In 2009, the state Legislature changed the state’s self-defense law, allowing a person to use deadly force against an unlawful or uninvited intruder if he or she reasonably believed the intruder might assault him or her.

That person is no longer expected to retreat from the intruder, and if the person claims self-defense under the new law, the burden is now on the prosecution to prove beyond a reasonable doubt that the person’s actions against the intruder were not justified.

Under this law, Corrigan said he did not believe he had the evidence to prove Harper’s actions were not justified, and would not press charges – especially homicide charges – if he did not believe he could secure a conviction in court.

Fredenberg’s family is calling for the matter to be placed in front of a jury. Ron Fredenberg, Dan’s father, was a member of the Kalispell Police Department for 23 years, and said he knows there are different ways to interpret Montana law.

“That’s all I’ve asked on this case, is to let the jury decide how the Legislature intended the law,” Ron Fredenberg said.

He believes the castle doctrine is a bad law in its current form.

“The way it’s written, it allows murder,” he said. “All you have to do is have somebody come into your house that you don’t like, claim you’re afraid of them and shoot them. In this county, the county attorney won’t prosecute.”

For his part, Corrigan said he is aware of the Fredenberg family’s hope for a trial, but said he would not prosecute under the current law. The Montana County Attorneys’ Association lobbied against the 2009 changes to law, Corrigan noted.

Leo Gallagher, president of the MCAA and the Lewis and Clark County attorney, said the law, which went through the Legislature as House Bill 228, was a “solution that had no problem.”

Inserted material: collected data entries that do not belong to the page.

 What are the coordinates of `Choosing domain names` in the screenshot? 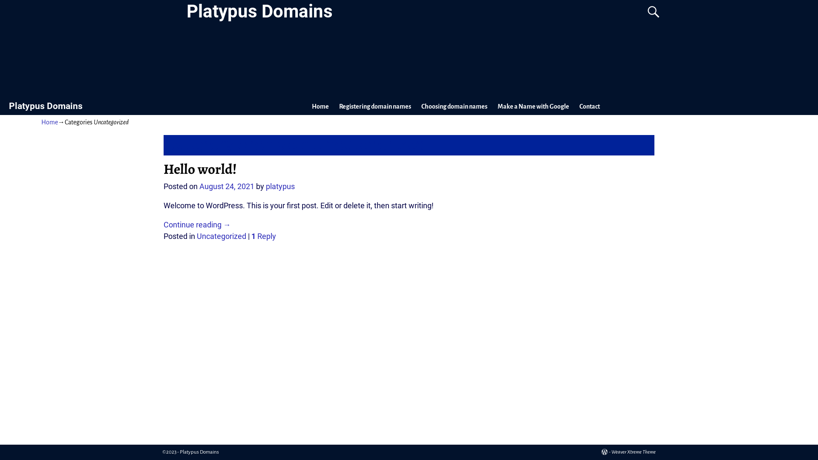 It's located at (454, 107).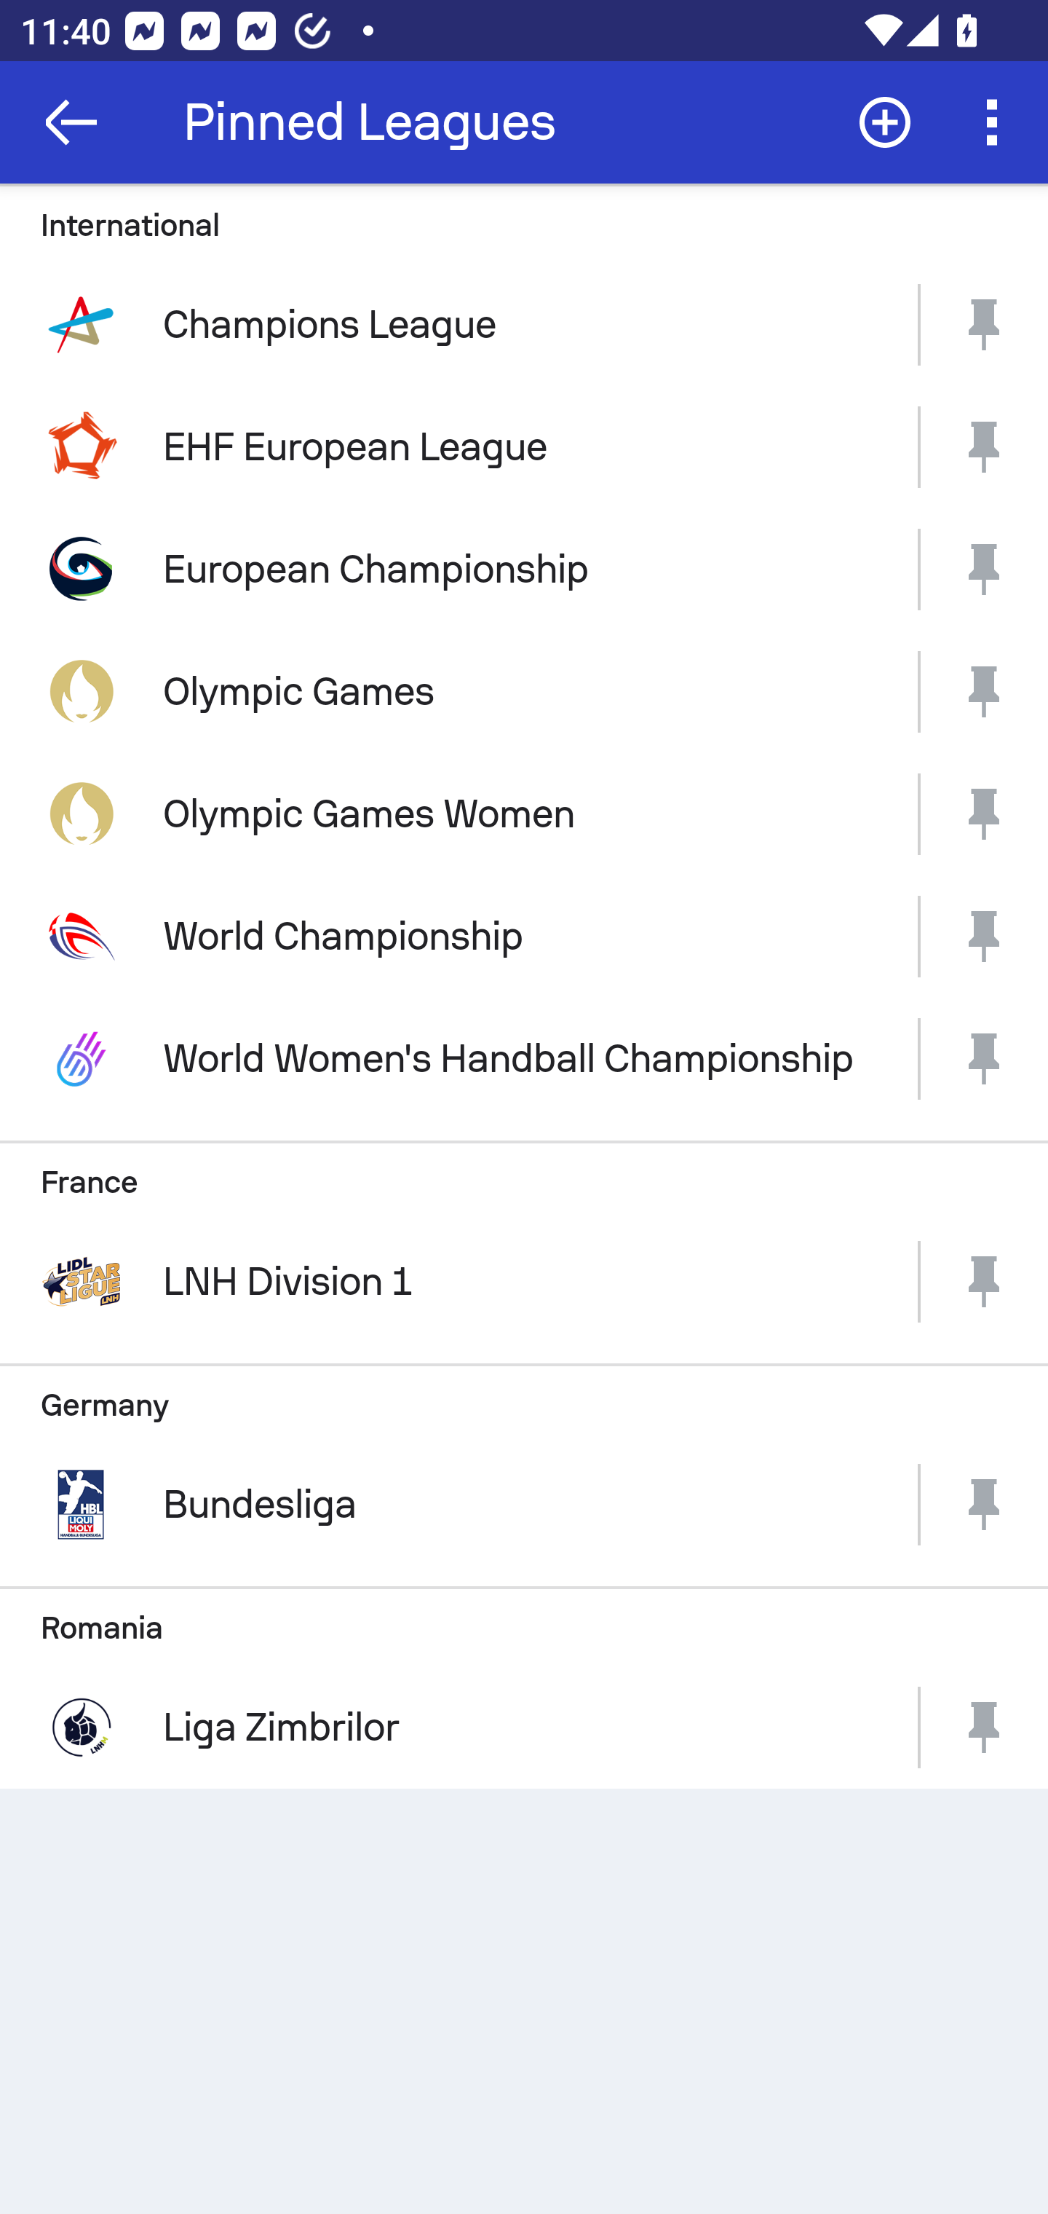 This screenshot has width=1048, height=2214. I want to click on picture European Championship picture picture, so click(524, 570).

Law enforcement was doing a good job at investigating facts in death cases, Gallagher said, and prosecutors did not needlessly file charges before the new law came into effect.

Shifting the burden of proof to the prosecution was “troublesome,” Gallagher said, but he said attorneys are getting used to it and he doesn’t know of any plans to tweak the law in the upcoming legislative session.

Gary Marbut, president of the Montana Shooting Sports Association, helped author the 2009 law changes, and believes the law is working the way it is supposed to. The issue is not about the castle doctrine because Montana has allowed self-defense in an occupied structure for a long time, he said, but rather about the presumption of innocence.

In any other crime, a person would be presumed innocent until proven guilty, Marbut said, but before 2009, anyone claiming self-defense had the burden to prove that innocence instead of the prosecution having to prove guilt.

That was an unfair process, Marbut said, and could cost people thousands of dollars to defend themselves in court when they hadn’t done anything illegal.

“One of the things we wanted to accomplish with the change in presumption was to avoid some of these unnecessary prosecution,” Marbut said.

Other states have statutes mandating that a person has to flee or call the police if they believe they are going to be assaulted, Marbut said, and though that was not the case in Montana, he didn’t want it to happen in the future.

“We didn’t want to drift into that,” Marbut said. “You don’t have to run away or call 911 and hope somebody answers the call before you defend yourself.”

But it isn’t over for Ron Fredenberg; he said his family might pursue civil action in this case.

“I’m not done with pursuing different things. Mr. Corrigan’s opinion isn’t what my opinion is. I think that jurors might have a different interpretation of the law than him,” Ron Fredenberg said. “Because of that, I can’t just let it lay. My son deserves justice and he’s not getting it the way things are.”